While lettering and type are two different practices, they are closely related and have influenced each other throughout history. Early type was based on the calligraphic hand, and contemporary typefaces can emulate lettering. Due to these nuances, we felt that this was a valuable conversation to incorporate in the show. The lettering side of the dialog is illustrated by W. G. Sutherland’s sign painting models, Ross F. George’s Speedball alphabets, and Philip Grushkin’s mechanicals and lettering process for the cover of Blue City.

Kate with two original prints sent by Amos Kennedy Jr.

This exhibition represents the Archive’s first time hanging an entire exhibition using photographic reproductions, making full use of our camera quality and Rachel Daniels’s excellent photography. This changed the way we approached which objects to show, as we researched copyright restrictions and focused on objects that were eligible to reproduce, but the range was deep and broad enough to convey a fairly thorough history of type.

Using reproductions expands the opportunities for sharing our collection and fulfilling our missions of accessibility and education. The lifelike images — many at actual size — allow us to exhibit artifacts that are particularly fragile, rare, or part of larger works, such as 19th-century wood type auction broadsides, Gutenberg Bible leaf, or pages from the Baskerville Bible. It was amusing and rewarding to see people taken aback wondering whether they were looking at a real Gutenberg leaf or Linotype drawing on the wall. In addition to our reproductions, Amos Kennedy Jr. and Grilli Type generously donated original works to exhibit.

Art + Design students Megan Folkes and Carly Davis help cut and mount prints.

With only two days on the ground to prep, putting together the exhibition would not have been possible without the time and enthusiasm of volunteers from the school’s Art + Design Department. From cutting out prints and captions to shrink-wrapping and hanging, each volunteer was a much-needed helping hand.

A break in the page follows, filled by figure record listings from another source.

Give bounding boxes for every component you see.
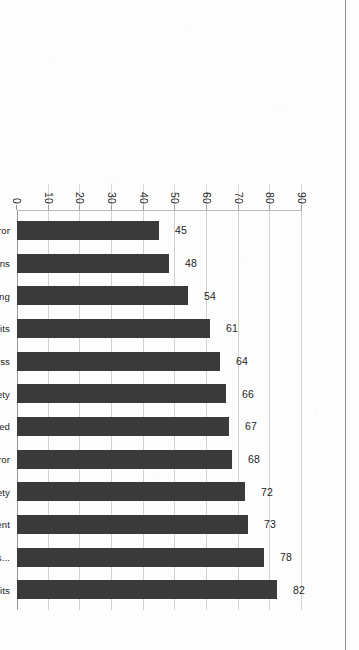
bar-slot: 61 xyxy=(17,312,302,345)
bar xyxy=(17,450,232,469)
bar-slot: 68 xyxy=(17,443,302,476)
bar-slot: 72 xyxy=(17,475,302,508)
category-slot: Overall perceptions of patient safety xyxy=(16,377,17,410)
bar-slot: 78 xyxy=(17,541,302,574)
axis-tick-label: 10 xyxy=(43,180,55,204)
bar-value-label: 54 xyxy=(204,290,216,302)
bar xyxy=(17,221,160,240)
axis-tick-label: 80 xyxy=(264,180,276,204)
bar-slot: 73 xyxy=(17,508,302,541)
category-axis-labels: Nonpunitive response to errorHandoffs an… xyxy=(16,210,17,610)
bar-value-label: 73 xyxy=(264,518,276,530)
bar-series: 454854616466676872737882 xyxy=(17,210,302,610)
category-slot: Supervisor/manager expectations and acti… xyxy=(16,541,17,574)
bar-chart: 0102030405060708090 45485461646667687273… xyxy=(0,0,330,650)
bar xyxy=(17,286,188,305)
category-label: Management support for patient safety xyxy=(0,486,10,497)
category-label: Teamwork across units xyxy=(0,323,10,334)
axis-tick-label: 40 xyxy=(138,180,150,204)
bar-slot: 66 xyxy=(17,377,302,410)
category-label: Overall perceptions of patient safety xyxy=(0,388,10,399)
category-label: Handoffs and transitions xyxy=(0,258,10,269)
category-slot: Organizational learning—continuous impro… xyxy=(16,508,17,541)
bar-slot: 54 xyxy=(17,279,302,312)
bar xyxy=(17,384,226,403)
category-slot: Staffing xyxy=(16,279,17,312)
category-slot: Teamwork across units xyxy=(16,312,17,345)
bar-value-label: 67 xyxy=(245,420,257,432)
category-slot: Nonpunitive response to error xyxy=(16,214,17,247)
plot-area: 0102030405060708090 45485461646667687273… xyxy=(17,210,302,610)
bar-value-label: 61 xyxy=(226,322,238,334)
bar xyxy=(17,319,210,338)
axis-tick-label: 30 xyxy=(106,180,118,204)
scanned-page: 0102030405060708090 45485461646667687273… xyxy=(0,0,359,650)
category-slot: Communication openness xyxy=(16,345,17,378)
bar-value-label: 66 xyxy=(242,388,254,400)
bar-slot: 45 xyxy=(17,214,302,247)
category-slot: Frequency of events reported xyxy=(16,410,17,443)
category-label: Supervisor/manager expectations and acti… xyxy=(0,552,10,563)
category-label: Nonpunitive response to error xyxy=(0,225,10,236)
bar-slot: 67 xyxy=(17,410,302,443)
bar xyxy=(17,515,248,534)
category-label: Organizational learning—continuous impro… xyxy=(0,519,10,530)
axis-tick-label: 90 xyxy=(296,180,308,204)
bar-value-label: 48 xyxy=(185,257,197,269)
category-slot: Handoffs and transitions xyxy=(16,247,17,280)
bar-value-label: 78 xyxy=(280,551,292,563)
category-label: Staffing xyxy=(0,290,10,301)
category-slot: Feedback and communication about error xyxy=(16,443,17,476)
category-label: Frequency of events reported xyxy=(0,421,10,432)
axis-tick-label: 60 xyxy=(201,180,213,204)
bar-value-label: 82 xyxy=(293,584,305,596)
bar-slot: 64 xyxy=(17,345,302,378)
bar xyxy=(17,482,245,501)
bar-value-label: 45 xyxy=(176,224,188,236)
axis-tick-label: 50 xyxy=(169,180,181,204)
category-label: Feedback and communication about error xyxy=(0,454,10,465)
rotated-chart-container: 0102030405060708090 45485461646667687273… xyxy=(0,0,330,650)
category-label: Communication openness xyxy=(0,356,10,367)
bar xyxy=(17,352,220,371)
axis-tick-label: 0 xyxy=(11,180,23,204)
category-slot: Teamwork within units xyxy=(16,573,17,606)
axis-tick-label: 20 xyxy=(74,180,86,204)
category-slot: Management support for patient safety xyxy=(16,475,17,508)
category-label: Teamwork within units xyxy=(0,584,10,595)
bar xyxy=(17,254,169,273)
bar xyxy=(17,548,264,567)
bar-value-label: 72 xyxy=(261,486,273,498)
bar xyxy=(17,417,229,436)
bar-value-label: 68 xyxy=(248,453,260,465)
bar-slot: 48 xyxy=(17,247,302,280)
bar-value-label: 64 xyxy=(236,355,248,367)
page-edge-line xyxy=(345,0,346,650)
axis-tick-label: 70 xyxy=(233,180,245,204)
bar-slot: 82 xyxy=(17,573,302,606)
bar xyxy=(17,580,277,599)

The students were able to get a sneak peek of the show and were excited to recognize works they had learned about in class.

Kate and I introducing the exhibition on opening day. Photo by Michael O’Keefe.

On opening day, Kate and I presented a brief talk to students and had a mini exhibition with several actual items from our collection. The pop-up supported the conversation happening on the walls. We brought wood type, metal-type ephemera, Emigre and Fuse magazines, and psychedelic concert handbills, as well as a couple of Aaron Marcus’s Symbolic Constructions prints and a copy of The Black Panther made with rub-down lettering.

Kate and I are grateful for the opportunity to visit OC’s campus and proud to fulfill the Archive’s mission of being an accessible, educational resource for a global audience. We thank David Crismon and Michael O’Keefe of Oklahoma Christian University’s Art + Design Department for inviting us, and our volunteers for their time: Megan Madison, Daniel Lawrence, Trey Gause, Carly Davis, Marcus Leonard, Meagan Folkes, Jacey McDaniels, and Stephanie Emperly. If you are in the Oklahoma City area, the exhibition continues in The Garvey Center at Oklahoma Christian University through February 12.